Earning a Crust – Logic doesn’t come into it

Derek Rosser (2011)

Biography   Non-fiction

This is the story of what happened to me after leaving the RAF. I took up my old position in the jig & tool drawing office and tried to settle down ‘earning a crust’ but soon became bored and sought a change to the up & coming world of computer programming. This book tries to show the lighter side of work and I hope that you will be entertained it


About this book

My literary efforts covering my experiences as a National Serviceman in the 1950s (A Reluctant Recruit) generated such a favourable reception. So much so that I embarked on a second, more or less true, account of my life as a typical boy growing up in the thirties and forties (Call Me Valentine). This is my third book, completing the trilogy. It is the account of what happened to me after leaving the Royal Air Force; it is the story of a long, and mainly happy, interesting working career.
On leaving the RAF I took up my old position in the jig and tool drawing office and tried to settle down again into the business of ‘earning a crust’. I soon became bored with my job as a Jig and Tool designer and sought a change to the up and coming world of computer programming.
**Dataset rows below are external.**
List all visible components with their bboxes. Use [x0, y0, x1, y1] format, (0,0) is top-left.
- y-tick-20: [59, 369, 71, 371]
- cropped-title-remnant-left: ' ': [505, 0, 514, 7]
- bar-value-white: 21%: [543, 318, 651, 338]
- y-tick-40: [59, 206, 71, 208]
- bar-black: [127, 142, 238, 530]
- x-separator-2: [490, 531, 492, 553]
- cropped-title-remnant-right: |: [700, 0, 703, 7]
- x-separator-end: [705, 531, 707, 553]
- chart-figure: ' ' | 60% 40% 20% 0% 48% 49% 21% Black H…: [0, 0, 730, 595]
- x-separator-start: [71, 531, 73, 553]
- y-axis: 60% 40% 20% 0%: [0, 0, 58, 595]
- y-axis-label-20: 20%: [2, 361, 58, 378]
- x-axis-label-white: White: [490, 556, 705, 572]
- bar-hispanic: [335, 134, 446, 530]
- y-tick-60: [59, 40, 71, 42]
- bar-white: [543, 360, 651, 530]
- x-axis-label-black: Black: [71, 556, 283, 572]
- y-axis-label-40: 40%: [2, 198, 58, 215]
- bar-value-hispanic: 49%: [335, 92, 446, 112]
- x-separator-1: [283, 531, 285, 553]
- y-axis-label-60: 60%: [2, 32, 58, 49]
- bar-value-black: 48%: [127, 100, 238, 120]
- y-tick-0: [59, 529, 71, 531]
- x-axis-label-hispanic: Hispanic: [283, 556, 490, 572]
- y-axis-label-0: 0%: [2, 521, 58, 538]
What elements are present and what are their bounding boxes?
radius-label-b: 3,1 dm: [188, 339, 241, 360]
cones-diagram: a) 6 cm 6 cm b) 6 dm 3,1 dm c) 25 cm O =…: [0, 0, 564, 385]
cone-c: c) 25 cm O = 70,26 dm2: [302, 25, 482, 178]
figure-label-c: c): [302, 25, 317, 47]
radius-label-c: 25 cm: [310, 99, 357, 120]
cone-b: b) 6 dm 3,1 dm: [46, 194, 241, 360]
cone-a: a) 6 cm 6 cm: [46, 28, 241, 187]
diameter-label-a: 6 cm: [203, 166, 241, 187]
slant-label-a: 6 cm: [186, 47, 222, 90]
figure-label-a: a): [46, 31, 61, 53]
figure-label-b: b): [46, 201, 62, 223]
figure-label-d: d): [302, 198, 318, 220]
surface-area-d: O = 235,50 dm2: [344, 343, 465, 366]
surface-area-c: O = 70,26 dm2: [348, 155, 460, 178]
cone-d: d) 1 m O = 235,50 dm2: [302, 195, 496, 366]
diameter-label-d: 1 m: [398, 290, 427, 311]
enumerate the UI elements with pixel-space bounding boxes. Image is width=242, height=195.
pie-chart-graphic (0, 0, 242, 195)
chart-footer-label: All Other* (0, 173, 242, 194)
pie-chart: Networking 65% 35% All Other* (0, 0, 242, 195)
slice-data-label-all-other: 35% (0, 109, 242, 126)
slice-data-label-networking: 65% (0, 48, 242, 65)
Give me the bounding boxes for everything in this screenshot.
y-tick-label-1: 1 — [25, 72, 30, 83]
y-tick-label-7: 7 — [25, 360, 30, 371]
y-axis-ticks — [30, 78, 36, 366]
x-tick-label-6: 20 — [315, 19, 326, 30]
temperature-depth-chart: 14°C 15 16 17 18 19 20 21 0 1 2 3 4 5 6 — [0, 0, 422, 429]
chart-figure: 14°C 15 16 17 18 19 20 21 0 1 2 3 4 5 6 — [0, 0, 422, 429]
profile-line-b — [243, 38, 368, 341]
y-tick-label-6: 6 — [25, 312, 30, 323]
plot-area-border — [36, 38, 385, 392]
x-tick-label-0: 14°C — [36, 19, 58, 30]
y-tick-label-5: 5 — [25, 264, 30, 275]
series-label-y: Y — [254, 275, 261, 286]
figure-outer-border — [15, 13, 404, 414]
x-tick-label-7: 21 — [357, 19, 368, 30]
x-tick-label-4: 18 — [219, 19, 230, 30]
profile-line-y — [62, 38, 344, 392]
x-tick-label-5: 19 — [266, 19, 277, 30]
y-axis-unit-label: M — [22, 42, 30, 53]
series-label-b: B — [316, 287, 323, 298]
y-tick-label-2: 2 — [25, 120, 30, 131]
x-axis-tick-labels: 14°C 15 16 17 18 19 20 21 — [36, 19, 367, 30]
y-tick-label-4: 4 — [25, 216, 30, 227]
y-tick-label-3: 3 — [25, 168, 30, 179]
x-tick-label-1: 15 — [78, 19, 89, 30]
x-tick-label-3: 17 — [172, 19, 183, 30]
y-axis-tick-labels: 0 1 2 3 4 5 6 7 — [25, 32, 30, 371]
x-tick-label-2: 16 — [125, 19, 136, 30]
The logical progression in this field was promotion to Systems Analyst and I held this position for almost twenty years prior to my retirement in 1988 and discovered that Logic doesn’t come into it.
I have attempted in ‘Earning a Crust’ to show the lighter side of business life and I hope that you, dear reader, will be entertained by my experiences.

About Author

Derek Rosser

I was born in 1930, an only child and the son of a driver on the Great Western Railway. My mother was a ‘housewife’ whose mission in life was to look after her husband and son to the exclusion of any other career (as was the fashion in those days). My early years were happy although I subsequently realised that my parents were not well off. My education was spent during the war at Cotham Secondary School, Bristol following which I served a five year apprenticeship with the Bristol Aeroplane Company and spent the rest of my working life with that company, finally retiring in 1988 as a computer systems analyst. I was in my seventies when I wrote ‘A Reluctant Recruit’ and was so surprised at its reception and the comments made by reviewers, that I decided to tell the rest of my life story in two further books.